Showing posts with label hometown. Show all posts
Showing posts with label hometown. Show all posts

Saturday, January 20, 2007

Day 2 of My Trip Home

Today, on the second day of my relaxation and research trip back to Lynchburg, I went to the Old City Cemetery, which is one of the most peaceful -- and one of my favorite -- places in the entire city. It's a very quiet area with a great deal of beauty, both natural and man-made (with the architecture of the 19th- and early 20th-century gravestones). The picture above is of the gravesite of one of Lynchburg's famous "madams" from nearly a century ago; her "business" was actually operated in a house not far from the cemetery gates. I really don't know what's worse: the fact that her grave is one of the first you see when you come into the grounds, or the fact that someone continues to immortalize her with the black cloth on the stone and the bed (complete with a fresh quilt and "R.I.P." on the headboard) right outside the fence?

Another interesting view that I found -- I was pressed for time, so I didn't have quite enough time to experiment with black and white photography, shading, etc. There are enough places there, though, that I can try some great things the next time I get back down that way.

Friday, January 19, 2007

Day 1 of My Trip Home

I went home today to begin researching my anticipated series of articles on the Civil Rights movement in my hometown, and one of my first stops was to the city's Legacy Museum of African-American history. It sits on a hill on the edge of the downtown area, and I took this picture looking back into the city. It's amazing to consider the amount of history and the different types of architecture jammed into this one little view -- a view which, I might add, I thought I had captured without so much "tilt" to the photo.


[Description of the task] Should pictures appear among the records, leave them out, and copy exactly only the lines from the first through the one with "Image is 631x364 pixels.", inclusive.

[Records shown]
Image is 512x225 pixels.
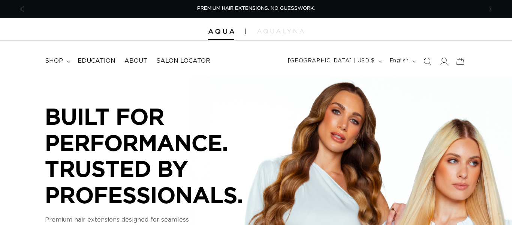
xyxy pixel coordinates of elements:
[152,52,215,69] a: Salon Locator
[73,52,120,69] a: Education
[390,57,409,65] span: English
[419,53,436,69] summary: Search
[283,54,385,68] button: [GEOGRAPHIC_DATA] | USD $
[156,57,210,65] span: Salon Locator
[40,52,73,69] summary: shop
[257,29,304,33] img: aqualyna.com
[483,2,499,16] button: Next announcement
[78,57,115,65] span: Education
[124,57,147,65] span: About
[288,57,375,65] span: [GEOGRAPHIC_DATA] | USD $
[385,54,419,68] button: English
[45,57,63,65] span: shop
[120,52,152,69] a: About
[197,6,315,11] span: PREMIUM HAIR EXTENSIONS. NO GUESSWORK.
[13,2,30,16] button: Previous announcement
[45,215,270,224] p: Premium hair extensions designed for seamless
[208,29,234,34] img: Aqua Hair Extensions
[45,103,270,207] p: BUILT FOR PERFORMANCE. TRUSTED BY PROFESSIONALS.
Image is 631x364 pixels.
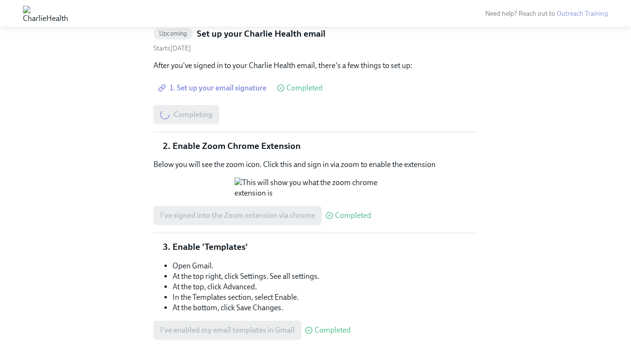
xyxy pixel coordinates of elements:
li: Enable Zoom Chrome Extension [172,140,478,153]
li: In the Templates section, select Enable. [172,292,478,303]
span: 1. Set up your email signature [160,83,267,93]
span: Completed [335,212,371,219]
a: 1. Set up your email signature [154,79,273,98]
a: Outreach Training [557,10,609,18]
img: CharlieHealth [23,5,68,21]
span: Completed [315,327,351,335]
li: At the bottom, click Save Changes. [172,303,478,313]
span: Need help? Reach out to [485,10,609,18]
li: At the top right, click Settings. See all settings. [172,272,478,282]
span: Upcoming [154,30,193,37]
li: At the top, click Advanced. [172,282,478,292]
p: Below you will see the zoom icon. Click this and sign in via zoom to enable the extension [154,160,478,170]
li: Open Gmail. [172,261,478,272]
button: Zoom image [235,178,396,199]
h5: Set up your Charlie Health email [197,28,325,40]
p: After you've signed in to your Charlie Health email, there's a few things to set up: [154,60,478,71]
span: Monday, October 6th 2025, 10:00 am [154,44,191,52]
li: Enable 'Templates' [172,241,478,253]
span: Completed [286,84,323,92]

[Exercise response]
Image is 512x225 pixels.
xyxy pixel coordinates of elements:
[152,52,215,69] a: Salon Locator
[73,52,120,69] a: Education
[390,57,409,65] span: English
[419,53,436,69] summary: Search
[283,54,385,68] button: [GEOGRAPHIC_DATA] | USD $
[156,57,210,65] span: Salon Locator
[40,52,73,69] summary: shop
[257,29,304,33] img: aqualyna.com
[483,2,499,16] button: Next announcement
[78,57,115,65] span: Education
[124,57,147,65] span: About
[288,57,375,65] span: [GEOGRAPHIC_DATA] | USD $
[385,54,419,68] button: English
[45,57,63,65] span: shop
[120,52,152,69] a: About
[197,6,315,11] span: PREMIUM HAIR EXTENSIONS. NO GUESSWORK.
[13,2,30,16] button: Previous announcement
[45,215,270,224] p: Premium hair extensions designed for seamless
[208,29,234,34] img: Aqua Hair Extensions
[45,103,270,207] p: BUILT FOR PERFORMANCE. TRUSTED BY PROFESSIONALS.
Image is 631x364 pixels.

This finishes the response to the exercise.